What can a late-Soviet parody speak of critique and resistance? What kinds of connective threads may it present to the Malay vernacular?
As a parodic style, Stiob demands its practitioner to take an ironic aesthetic that is markedly different from sarcasm, cynicism or derision. The ‘Stiobic act’ demands over-identification with the object of critique, obfuscating determinations of the sincerity to ridicule the act.
In this monologue, Sha Sharif shared her research on this late and post-Soviet parody style, and its attendant concepts of overidentification, ambivalence, polyphonic heteroglossia, tonality, banality, kitsch, poshlost and multilectic analysis.

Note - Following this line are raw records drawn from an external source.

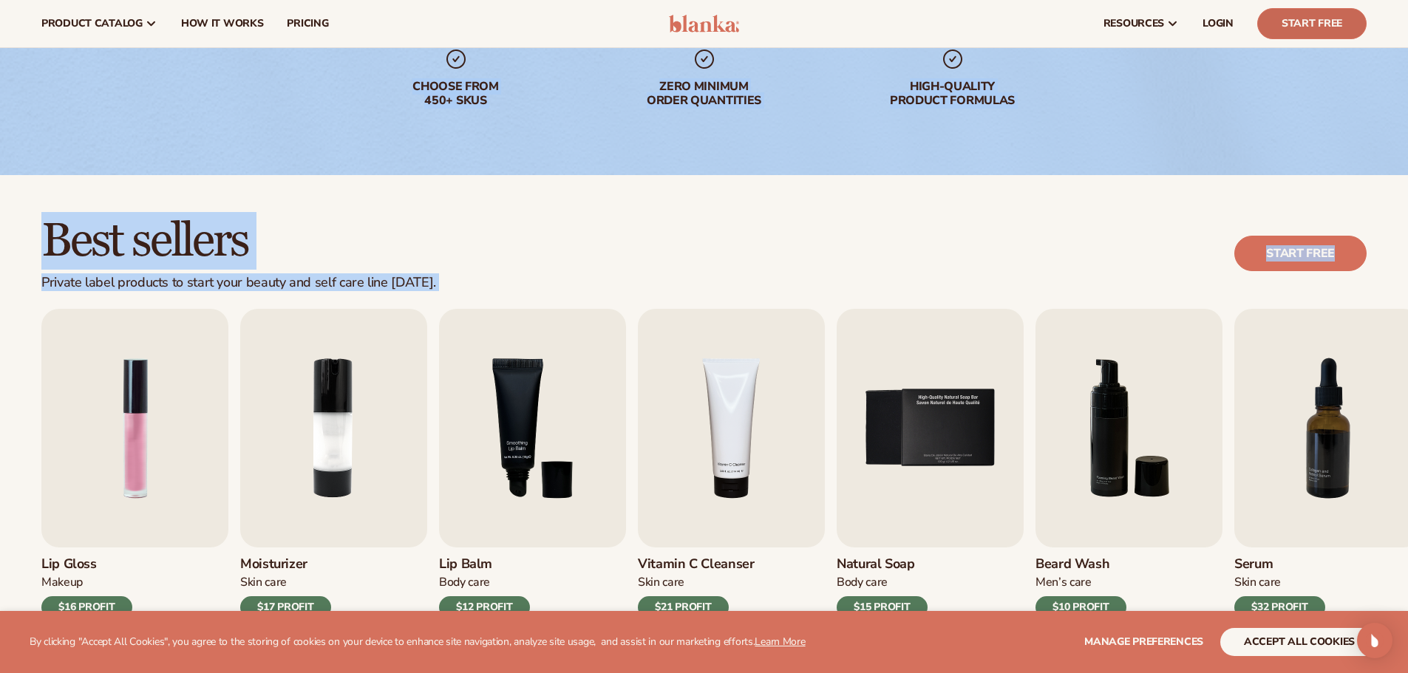  Describe the element at coordinates (683, 608) in the screenshot. I see `div: $21 PROFIT` at that location. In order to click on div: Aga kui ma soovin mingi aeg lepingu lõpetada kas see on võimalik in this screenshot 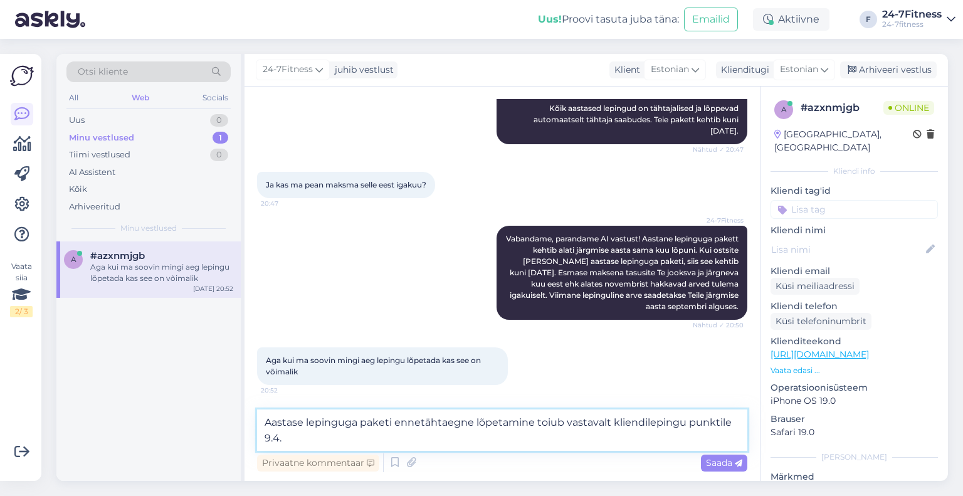, I will do `click(162, 273)`.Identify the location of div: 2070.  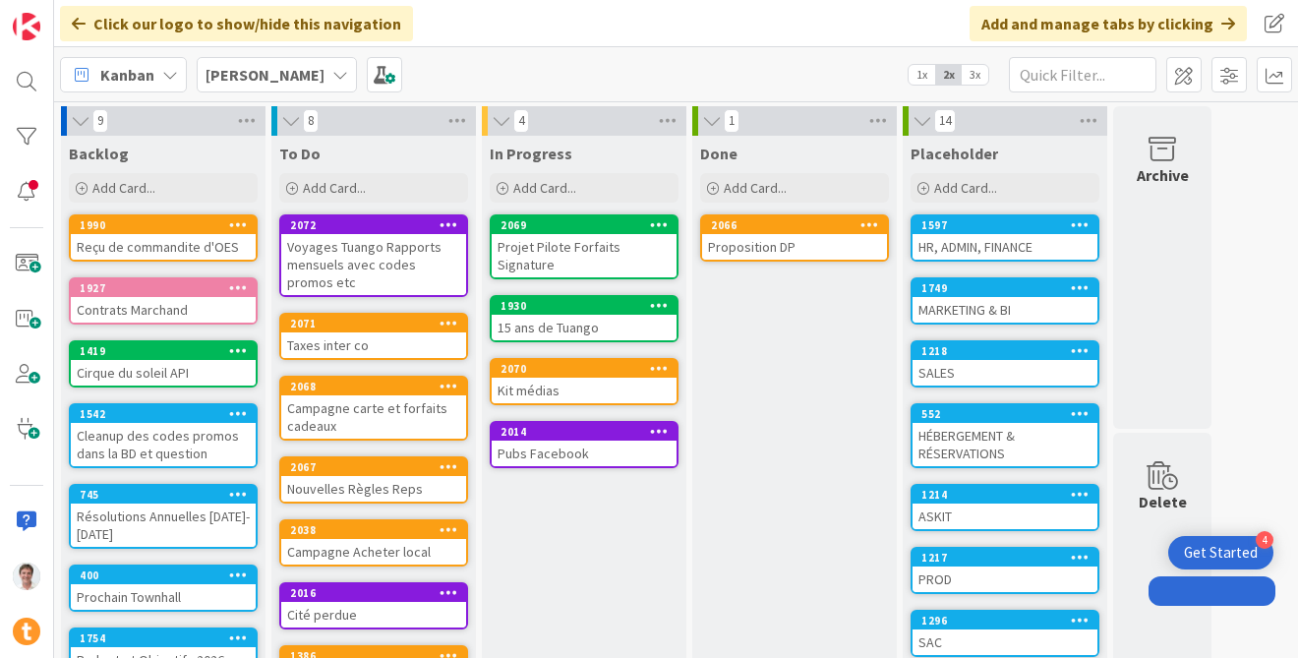
(584, 369).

A brief survey of Stiob elsewhere, elsewhen will be also be taken, tracing how Stiob can be mobilised as a form of portable analytics, where knowledge is assumed to always be in transit.
Sha also shared her evolving thoughts on Falsahfaking, a rhizomatic offshoot of Stiob as a speculative-comparative-revisionist anthropology of semiotics, affect and resistance in the Malay vernacular by drawing on the literary work of Wazir Jahan Karim, Salleh ben Joned, and on traditions of Boria, Bangsawan and Malay humour magazines. The project parses and reads against the colonial constructions of the ‘indolent native’ and hopes to generate an evasive emotion of culture containing potentiality for resistance and dissidence.